Painting/Photography

Benjamin Long

May 1 - 31, 2009

Benjamin has long been intrigued with combining imagery ~ stacking individual pictures over each other, abutting them side by side or overlapping them; retaining a certain separateness but making up a larger whole. These combinations are often intuitive and sometimes surprising, suggesting a hidden connectedness in a seemingly random environment. The process is used in both his paintings and photographs.


This aesthetic has been carried over to his new combination photographs. The original images of this group were shot on film (transparency, negative, and instant), using a variety of 

vintage cameras. Nearly all of these images are medium or large format. This requires a slower, more considered approach to picture making, quite different from the digital camera milieu. 

The individual photos, when taken, are not meant to be complete or even necessarily interesting by themselves, but are shot with the intention of combining them into something larger in the future. Creating the combinations requires sifting through the hundreds of possible choices, and finding things that resonate together. The images are kept full frame, or else cropped minimally. Using various film formats, gives Long a  variety of proportions. The photos are considered complete when the choices are finalized. They are titled/numbered not in the order they are finished, but in the order they were started, and sometimes a combination will go through many changes before being completed.  The result is a single panoramic-format picture wherein the individual elements relate to and support each other visually and conceptually. 


Long's current paintings are made by taking various images that interest him and combining them into a unified picture. Although the result is based on a personal, visual language, his hope is that it speaks to the viewer on a more universal level. This work is an ongoing effort to reconcile disparate elements ~ paintings and drawings, structure and chance, dimensional space and flatness, personal information and an aesthetic connection to the viewer. Benjamin Long is respected among the contemporary art world. He has shown his work nationally and belongs to numerous private collections.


• [Try it] Omit the images, then output each of the records below exactly.

• [Exercise data]
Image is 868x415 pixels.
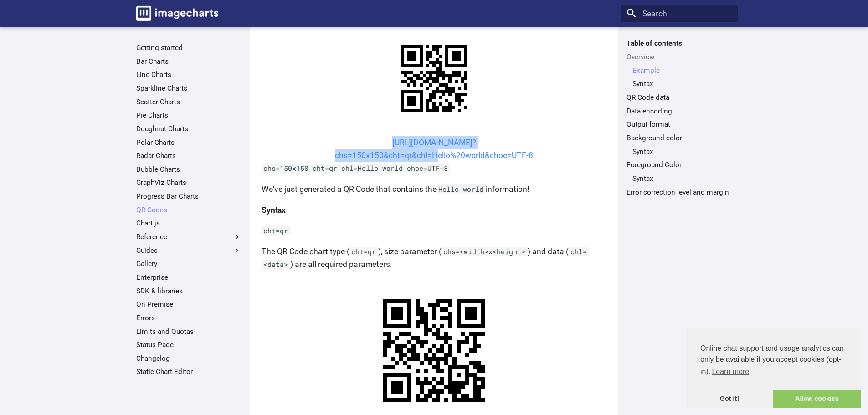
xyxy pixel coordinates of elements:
a: Line Charts [136,70,241,79]
code: chs=<width>x<height> [442,247,527,256]
a: Gallery [136,259,241,268]
a: QR Code data [627,93,732,102]
a: Background color [627,134,732,142]
a: Foreground Color [627,160,732,169]
a: Syntax [632,174,732,183]
a: On Premise [136,299,241,309]
a: Getting started [136,44,241,52]
a: Overview [627,52,732,61]
p: We've just generated a QR Code that contains the information! [261,183,607,195]
a: Changelog [136,354,241,363]
a: Polar Charts [136,138,241,147]
a: Status Page [136,340,241,349]
div: cookieconsent [686,328,861,407]
a: Progress Bar Charts [136,192,241,201]
a: Limits and Quotas [136,327,241,336]
code: chs=150x150 cht=qr chl=Hello world choe=UTF-8 [261,163,450,173]
img: logo [136,6,219,21]
a: Bar Charts [136,57,241,66]
a: [URL][DOMAIN_NAME]?chs=150x150&cht=qr&chl=Hello%20world&choe=UTF-8 [335,138,533,160]
a: GraphViz Charts [136,178,241,187]
p: The QR Code chart type ( ), size parameter ( ) and data ( ) are all required parameters. [261,245,607,270]
a: Errors [136,313,241,323]
a: Syntax [632,79,732,89]
a: QR Codes [136,205,241,214]
a: Example [632,66,732,75]
a: dismiss cookie message [686,389,773,408]
a: allow cookies [773,389,861,408]
label: Reference [136,232,241,241]
nav: Table of contents [621,39,737,196]
h4: Syntax [261,204,607,216]
a: Static Chart Editor [136,367,241,376]
a: Radar Charts [136,151,241,160]
a: Error correction level and margin [627,187,732,197]
a: Pie Charts [136,110,241,120]
a: Data encoding [627,106,732,116]
input: Search [621,5,737,23]
a: Doughnut Charts [136,124,241,134]
a: Chart.js [136,218,241,228]
a: SDK & libraries [136,286,241,295]
nav: Foreground Color [627,174,732,183]
a: Scatter Charts [136,97,241,106]
a: Bubble Charts [136,165,241,174]
code: cht=qr [349,247,378,256]
a: Syntax [632,147,732,156]
a: Output format [627,120,732,129]
label: Guides [136,246,241,255]
span: Online chat support and usage analytics can only be available if you accept cookies (opt-in). [700,343,846,378]
nav: Overview [627,66,732,89]
img: chart [384,29,484,128]
label: Table of contents [621,39,737,48]
code: Hello world [436,184,486,194]
a: Image-Charts documentation [132,2,222,25]
a: Enterprise [136,273,241,282]
a: Sparkline Charts [136,84,241,93]
a: learn more about cookies [710,364,751,378]
nav: Background color [627,147,732,156]
code: cht=qr [261,226,290,235]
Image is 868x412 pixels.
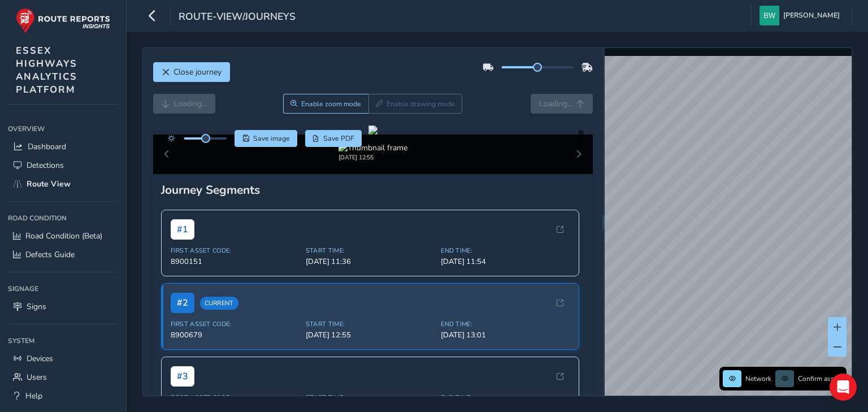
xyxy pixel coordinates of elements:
[338,142,408,153] img: Thumbnail frame
[179,10,296,25] span: route-view/journeys
[171,393,299,401] span: First Asset Code:
[26,352,53,363] span: Devices
[441,256,569,267] span: [DATE] 11:54
[306,393,434,401] span: Start Time:
[254,133,290,142] span: Save image
[305,130,362,147] button: PDF
[171,256,299,267] span: 8900151
[8,368,118,386] a: Users
[171,219,194,240] span: # 1
[8,297,118,316] a: Signs
[306,330,434,340] span: [DATE] 12:55
[16,8,110,33] img: rr logo
[153,62,230,82] button: Close journey
[8,386,118,405] a: Help
[783,5,840,25] span: [PERSON_NAME]
[171,292,194,313] span: # 2
[173,67,222,78] span: Close journey
[301,99,361,108] span: Enable zoom mode
[171,366,194,386] span: # 3
[8,137,118,156] a: Dashboard
[8,349,118,368] a: Devices
[441,330,569,340] span: [DATE] 13:01
[8,226,118,245] a: Road Condition (Beta)
[162,182,585,197] div: Journey Segments
[829,373,857,400] div: Open Intercom Messenger
[235,130,297,147] button: Save
[306,246,434,254] span: Start Time:
[798,374,844,383] span: Confirm assets
[8,332,118,349] div: System
[8,120,118,137] div: Overview
[25,249,75,260] span: Defects Guide
[8,209,118,226] div: Road Condition
[26,179,70,189] span: Route View
[8,156,118,175] a: Detections
[26,301,46,312] span: Signs
[171,320,299,328] span: First Asset Code:
[26,371,47,382] span: Users
[338,153,408,161] div: [DATE] 12:55
[25,231,102,241] span: Road Condition (Beta)
[200,297,238,309] span: Current
[25,390,42,401] span: Help
[8,175,118,193] a: Route View
[171,330,299,340] span: 8900679
[28,142,66,151] span: Dashboard
[760,5,780,25] img: diamond-layout
[26,160,64,170] span: Detections
[306,320,434,328] span: Start Time:
[16,44,78,96] span: ESSEX HIGHWAYS ANALYTICS PLATFORM
[283,94,368,114] button: Zoom
[8,280,118,297] div: Signage
[323,133,355,142] span: Save PDF
[8,245,118,264] a: Defects Guide
[441,246,569,254] span: End Time:
[171,246,299,254] span: First Asset Code:
[760,5,844,25] button: [PERSON_NAME]
[441,393,569,401] span: End Time:
[745,374,771,383] span: Network
[441,320,569,328] span: End Time:
[306,256,434,267] span: [DATE] 11:36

• [Result]
Image is 868x415 pixels.
xyxy pixel coordinates of elements:
a: Line Charts [136,70,241,79]
code: chs=<width>x<height> [442,247,527,256]
a: Gallery [136,259,241,268]
a: QR Code data [627,93,732,102]
a: Background color [627,134,732,142]
a: Foreground Color [627,160,732,169]
a: Syntax [632,174,732,183]
a: On Premise [136,299,241,309]
a: Getting started [136,44,241,52]
a: Overview [627,52,732,61]
p: We've just generated a QR Code that contains the information! [261,183,607,195]
a: Changelog [136,354,241,363]
a: Polar Charts [136,138,241,147]
a: Status Page [136,340,241,349]
div: cookieconsent [686,328,861,407]
a: Progress Bar Charts [136,192,241,201]
a: Limits and Quotas [136,327,241,336]
code: chs=150x150 cht=qr chl=Hello world choe=UTF-8 [261,163,450,173]
img: logo [136,6,219,21]
a: Bar Charts [136,57,241,66]
a: [URL][DOMAIN_NAME]?chs=150x150&cht=qr&chl=Hello%20world&choe=UTF-8 [335,138,533,160]
a: GraphViz Charts [136,178,241,187]
p: The QR Code chart type ( ), size parameter ( ) and data ( ) are all required parameters. [261,245,607,270]
a: Errors [136,313,241,323]
a: Syntax [632,79,732,89]
a: QR Codes [136,205,241,214]
a: Example [632,66,732,75]
a: dismiss cookie message [686,389,773,408]
a: allow cookies [773,389,861,408]
label: Reference [136,232,241,241]
nav: Table of contents [621,39,737,196]
h4: Syntax [261,204,607,216]
a: Static Chart Editor [136,367,241,376]
a: Radar Charts [136,151,241,160]
a: Error correction level and margin [627,187,732,197]
a: Pie Charts [136,110,241,120]
a: Data encoding [627,106,732,116]
input: Search [621,5,737,23]
a: Doughnut Charts [136,124,241,134]
a: Chart.js [136,218,241,228]
a: SDK & libraries [136,286,241,295]
nav: Foreground Color [627,174,732,183]
a: Scatter Charts [136,97,241,106]
a: Bubble Charts [136,165,241,174]
code: cht=qr [349,247,378,256]
a: Syntax [632,147,732,156]
a: Output format [627,120,732,129]
label: Guides [136,246,241,255]
span: Online chat support and usage analytics can only be available if you accept cookies (opt-in). [700,343,846,378]
nav: Overview [627,66,732,89]
img: chart [384,29,484,128]
label: Table of contents [621,39,737,48]
code: Hello world [436,184,486,194]
a: Image-Charts documentation [132,2,222,25]
a: Enterprise [136,273,241,282]
a: Sparkline Charts [136,84,241,93]
a: learn more about cookies [710,364,751,378]
nav: Background color [627,147,732,156]
code: cht=qr [261,226,290,235]
Image is 868x412 pixels.
xyxy pixel coordinates of elements:
[338,142,408,153] img: Thumbnail frame
[179,10,296,25] span: route-view/journeys
[171,393,299,401] span: First Asset Code:
[26,352,53,363] span: Devices
[441,256,569,267] span: [DATE] 11:54
[306,393,434,401] span: Start Time:
[254,133,290,142] span: Save image
[305,130,362,147] button: PDF
[171,256,299,267] span: 8900151
[8,368,118,386] a: Users
[171,219,194,240] span: # 1
[8,297,118,316] a: Signs
[306,330,434,340] span: [DATE] 12:55
[16,8,110,33] img: rr logo
[153,62,230,82] button: Close journey
[8,386,118,405] a: Help
[783,5,840,25] span: [PERSON_NAME]
[171,292,194,313] span: # 2
[173,67,222,78] span: Close journey
[301,99,361,108] span: Enable zoom mode
[171,366,194,386] span: # 3
[8,137,118,156] a: Dashboard
[8,349,118,368] a: Devices
[441,330,569,340] span: [DATE] 13:01
[8,226,118,245] a: Road Condition (Beta)
[162,182,585,197] div: Journey Segments
[829,373,857,400] div: Open Intercom Messenger
[235,130,297,147] button: Save
[306,246,434,254] span: Start Time:
[798,374,844,383] span: Confirm assets
[8,332,118,349] div: System
[8,120,118,137] div: Overview
[25,249,75,260] span: Defects Guide
[8,209,118,226] div: Road Condition
[26,179,70,189] span: Route View
[8,156,118,175] a: Detections
[26,301,46,312] span: Signs
[171,320,299,328] span: First Asset Code:
[26,371,47,382] span: Users
[338,153,408,161] div: [DATE] 12:55
[25,231,102,241] span: Road Condition (Beta)
[200,297,238,309] span: Current
[25,390,42,401] span: Help
[8,175,118,193] a: Route View
[171,330,299,340] span: 8900679
[28,142,66,151] span: Dashboard
[760,5,780,25] img: diamond-layout
[26,160,64,170] span: Detections
[306,320,434,328] span: Start Time:
[16,44,78,96] span: ESSEX HIGHWAYS ANALYTICS PLATFORM
[283,94,368,114] button: Zoom
[8,280,118,297] div: Signage
[323,133,355,142] span: Save PDF
[8,245,118,264] a: Defects Guide
[441,246,569,254] span: End Time:
[171,246,299,254] span: First Asset Code:
[760,5,844,25] button: [PERSON_NAME]
[441,393,569,401] span: End Time:
[745,374,771,383] span: Network
[441,320,569,328] span: End Time:
[306,256,434,267] span: [DATE] 11:36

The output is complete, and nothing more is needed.